Finally, climate change is an issue that is constantly in the media. Hence, students came to the methods course with some familiarity of the topic. Yet, this did not necessarily make them interested or concerned about climate change. By the end of the methods course, no students were “disengaged.” This finding was encouraging when compared to the 41 % of Generation X (Miller 2012) who are “disengaged.” Most of the students reported becoming more interested in learning about climate change and science, in general. Many reported that this was due to becoming more aware of the issue and the urgency of finding solutions. In summary, the careful framing of climate change seems to have been effective in changing perceptions about it and promoting interest in the issue. The following responses are representative student reflections on the course.

Studying this issue has led me to see that science has an impact on my everyday life. I can see how the scientific process is important and is an integral part of everything I do. I am much more interested in climate change than I was previously. I can see the importance of it and how rapidly it is occurring. I not only want to be as educated on it as I can, but I also want to take a proactive role in preventing as much global warming as possible. (Student RB).

Studying this issue has caused me to be more interested in climate change and I feel as though I had a change of heart because before I came into this class I didn’t really care about global warming and climate change because I didn’t know hardly anything about it. Now I feel as though I am obligated to do something about it. (Student PB)

It is encouraging that students developed views more aligned to those of climate scientists. For most constructs, when compared to the public’s views, students’ views were more aligned to scientists’ views and overall more concerned. Krosnick and MacInnis (2011) found that the primary factor driving a person’s overall level of concern about global warming was the belief that global warming is caused by human activity. Secondary factors were the public’s trust in scientists, the belief that scientists are in agreement, and the overall level of attention being paid to the issue (i.e., media coverage).

Climate change science has unfortunately been highly politicized and misrepresented in the media. Future and practicing teachers need to understand the difference between appropriate scientific skepticism and denial of climate change. This study seems to indicate that the influence of perceptions about climate change can play a role in students’ motivation to learn the science needed to understand this complex issue.

Implications for Science Teacher Education

Framing, the setting of an issue within an appropriate context to achieve a desired interpretation or perspective, can make climate science more accessible to the public (Center for Research on Environmental Decisions 2009). Based on our study, we think that framing can make climate science (and science in general) more accessible to preservice teachers. A frame is a conceptual term for an interpretive storyline that selectively emphasizes specific dimensions of a complex issue over others, while setting a train of thought in motion for audiences about who or what might be the cause of a problem, the relevance or importance of the issue, and what should be done in terms of policy or personal actions (Gamson and Modigliani 1989). A Framework for K-12 Science Education (NRC 2012) incorporates this notion of framing by selectively emphasizing scientific practices, crosscutting concepts, and core ideas.

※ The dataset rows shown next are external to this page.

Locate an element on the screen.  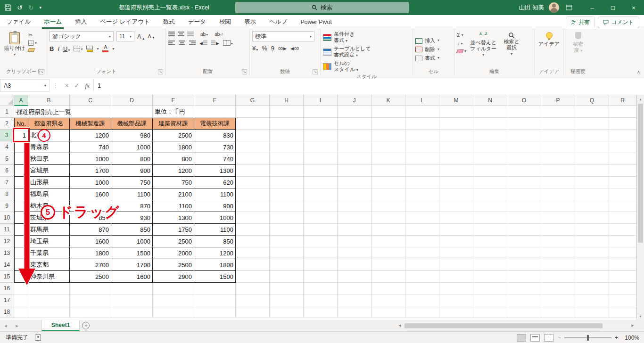
cell-N2 is located at coordinates (490, 123).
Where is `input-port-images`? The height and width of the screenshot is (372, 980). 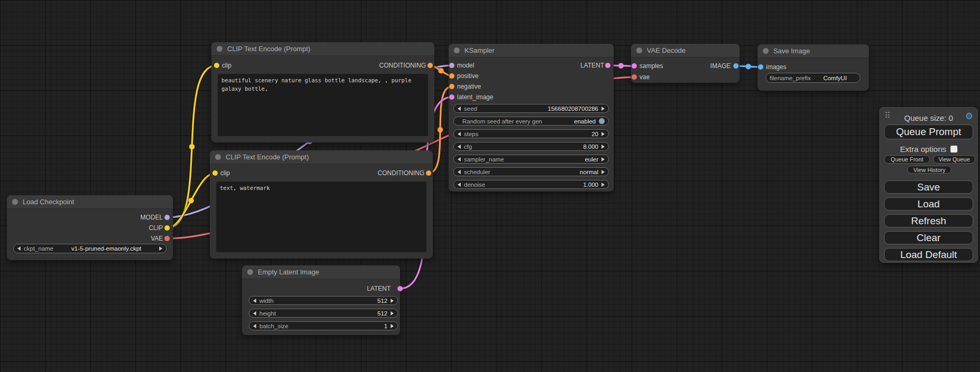
input-port-images is located at coordinates (761, 67).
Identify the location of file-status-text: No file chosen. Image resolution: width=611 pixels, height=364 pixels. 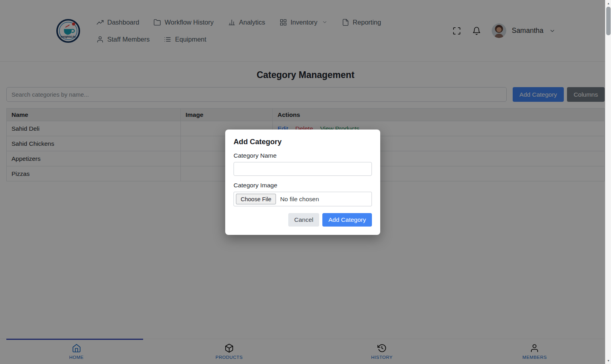
(299, 199).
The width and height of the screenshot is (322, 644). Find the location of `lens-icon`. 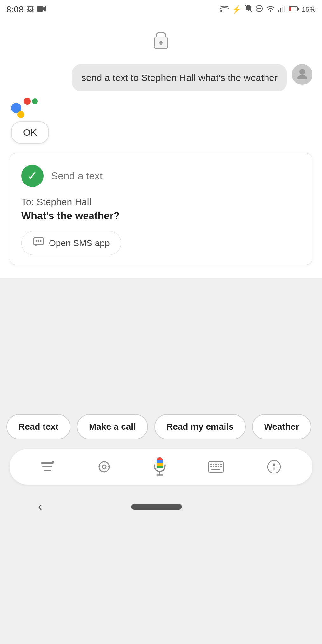

lens-icon is located at coordinates (104, 467).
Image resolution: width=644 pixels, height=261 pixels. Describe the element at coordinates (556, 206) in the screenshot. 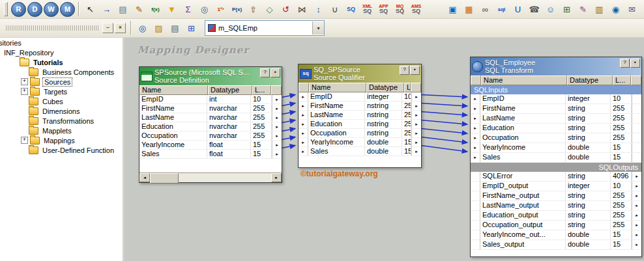

I see `port-row-lastname-output: LastName_outputstring255▸` at that location.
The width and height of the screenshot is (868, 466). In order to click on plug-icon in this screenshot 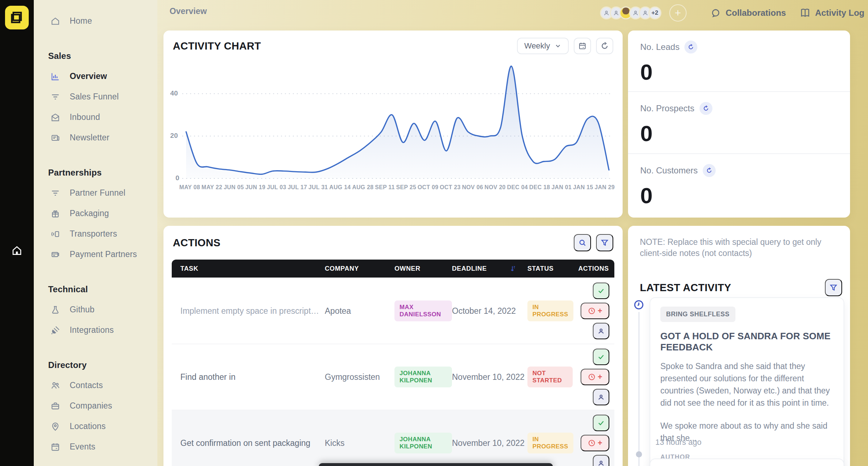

In this study, we found that framing provided a platform for curriculum development that could support “interestingness” (Mitchel and Gilson 1997), that aspect of interest that can be affected most easily by educational experiences. Our hope is that increases in this aspect of interest would result in increases in preservice teachers’ personal science interest. Our assumption is that increased personal science interest might lead to more likelihood that our preservice teachers would teach more science in elementary school settings. More empirical studies linking these two, science interest and science teaching, are an important area of future science education research.

Knowing the Preservice Teacher Audience

Climate science has the potential to integrate ideas from multiple disciplines using climate change as the organizing framework. It is a complex issue for most of our preservice teachers and therefore must be coherently framed in a way that is understandable and personally relevant. Cullen (2010) stresses the importance of knowing your audience. Audiences rely on framing to make sense of an issue. The public is faced with a daily barrage of competing or conflicting news stories and often must use their own framing of issues as a way of filtering or selecting stories that accord with these frames (Somerville 2012).

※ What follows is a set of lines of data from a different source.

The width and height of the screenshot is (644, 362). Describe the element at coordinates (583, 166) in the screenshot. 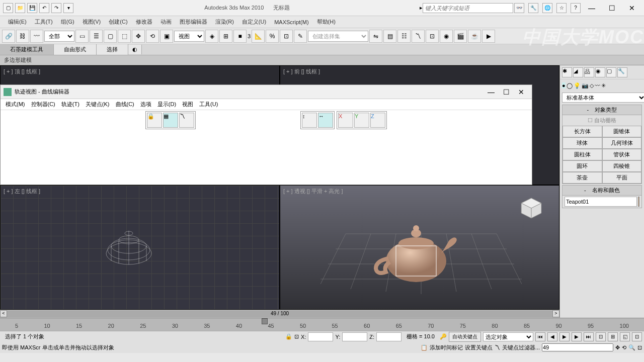

I see `torus-button: 圆环` at that location.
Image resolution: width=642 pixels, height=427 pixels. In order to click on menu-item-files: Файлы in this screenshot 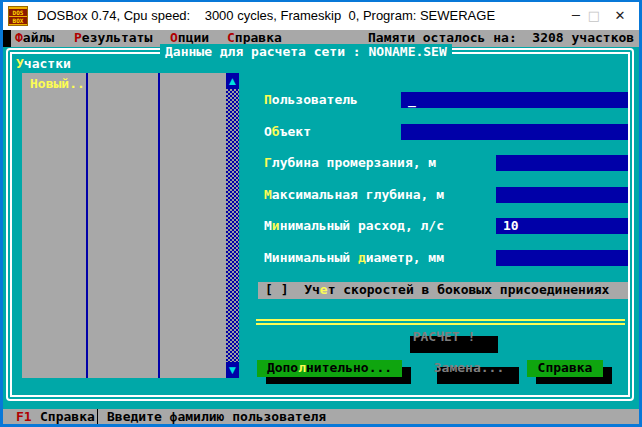, I will do `click(34, 38)`.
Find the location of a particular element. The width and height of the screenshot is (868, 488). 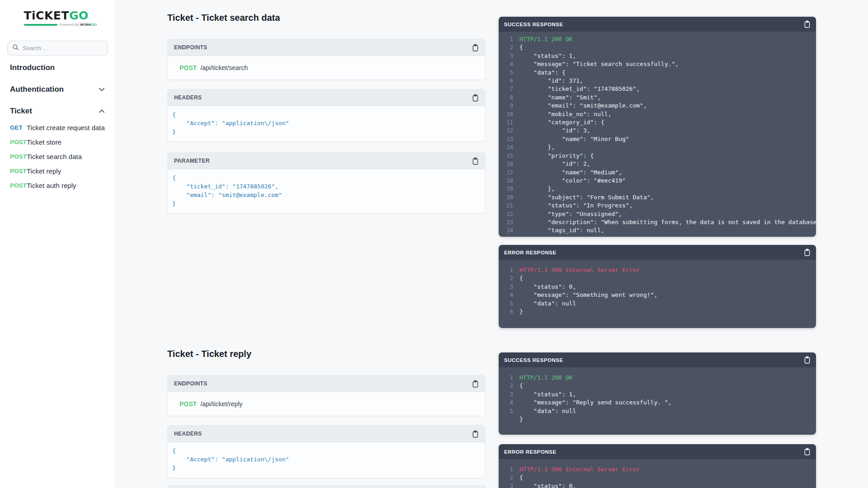

search-box is located at coordinates (58, 48).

Effective framing depends on knowing the expectations, beliefs, and content knowledge of an audience. Our audience, students in our science methods course, was generally not confident in their science knowledge. Many students reported that they had not written a laboratory-type report on a scientific experiment. Yet, these students expected the methods course to help prepare them to teach many of the state science standards. Our students, as a group, expressed a range of perceptions about climate change. These perceptions were based on a number of variables, including beliefs that had developed from prior educational and life experiences (Stooksberry et al. 2009). Our careful framing of climate change was successful in gaining students’ attention, establishing relevancy, and providing a coherent connection for several core science concepts. The framing was crucial to challenging prior beliefs and expectations that students brought with them to the methods course.

Framing climate change within the course curriculum with careful consideration can help preservice teachers learn to evaluate information in ways akin to scientists. For example, if climate change is framed as a result of an imbalance of incoming energy from the sun and outgoing energy from Earth, preservice teachers should develop a deep understanding of this one physical science concept and be more able to evaluate claims made in various sources of information. Cullen (2010) claims that the primary goal for the scientific community should be to help the general public understand the connection between fossil fuel burning, heat-trapping carbon dioxide pollution, and climate change impacts. She thinks that once the public connects the dots, their level of concern is raised.

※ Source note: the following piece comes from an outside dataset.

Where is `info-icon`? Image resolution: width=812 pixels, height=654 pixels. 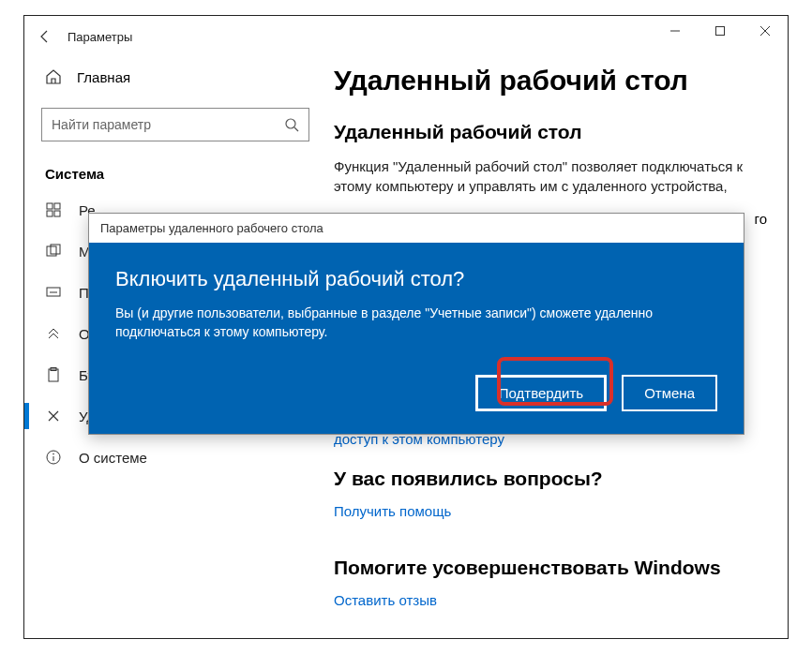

The Importance of Coherence

The growing national consensus for greater coherence in K-12 science education was one motivation for developing A Framework for K-12 Science Education: Practices, Crosscutting Concepts, and Core Ideas (NRC 2012). Standards are often long lists of detailed and disconnected facts. This approach may be alienating to young people and may also leave them with fragments of knowledge, little sense of the creative achievements of science, its inherent logic and consistency, and its universality (NRC 2012, p. 10). To move science education toward a more coherent vision, the framework proposes the concept of learning as a developmental progression, a limited number of core ideas in science and engineering, and an emphasis on integration of scientific explanations (i.e., content knowledge) and the practices needed to engage in scientific inquiry and engineering design.

Coherence refers to the relationships or connectedness between a larger conceptual whole and its component parts. One way to achieve coherence (besides fixing the problems that exist in disciplinary-based courses) is to contextualize the content around some non-disciplinary but still overarching concept or theme. Themes having to do with environmental issues, such as climate change, provide a way of addressing a wide range of concepts from the perspective of different disciplines. The approach to curricular organization that our study investigated is one in which fundamental ideas from a variety of science disciplines are integrated within a single real-world context, namely, climate science.

Framing helps provide an interpretative lens or filter for choosing resources to continue to develop their understanding of the science of climate change. Framing can help preservice teachers understand that the media often portrays a “false balance” even when over 97 % of scientists have reached consensus about human-caused climate change. With the multitude of ways to frame the issue of climate change, introducing preservice teachers to how framing has been used the field of communication can help them choose the most valid and reliable sources of information. Because of the changing nature of climate science knowledge and its relevance to societal issues, teachers must be able to understand the basic concepts and remain up-to-date on scientific issues (NRC 2012).

As science teacher educators, we need to be constantly questioning our own approaches to teaching science and science pedagogy. Considering our own use of framing in the way we present new science topics and science pedagogical approaches can be a useful strategy to challenge and/or build upon the science content knowledge, expectations, beliefs, and science interest that our preservice teachers bring with them.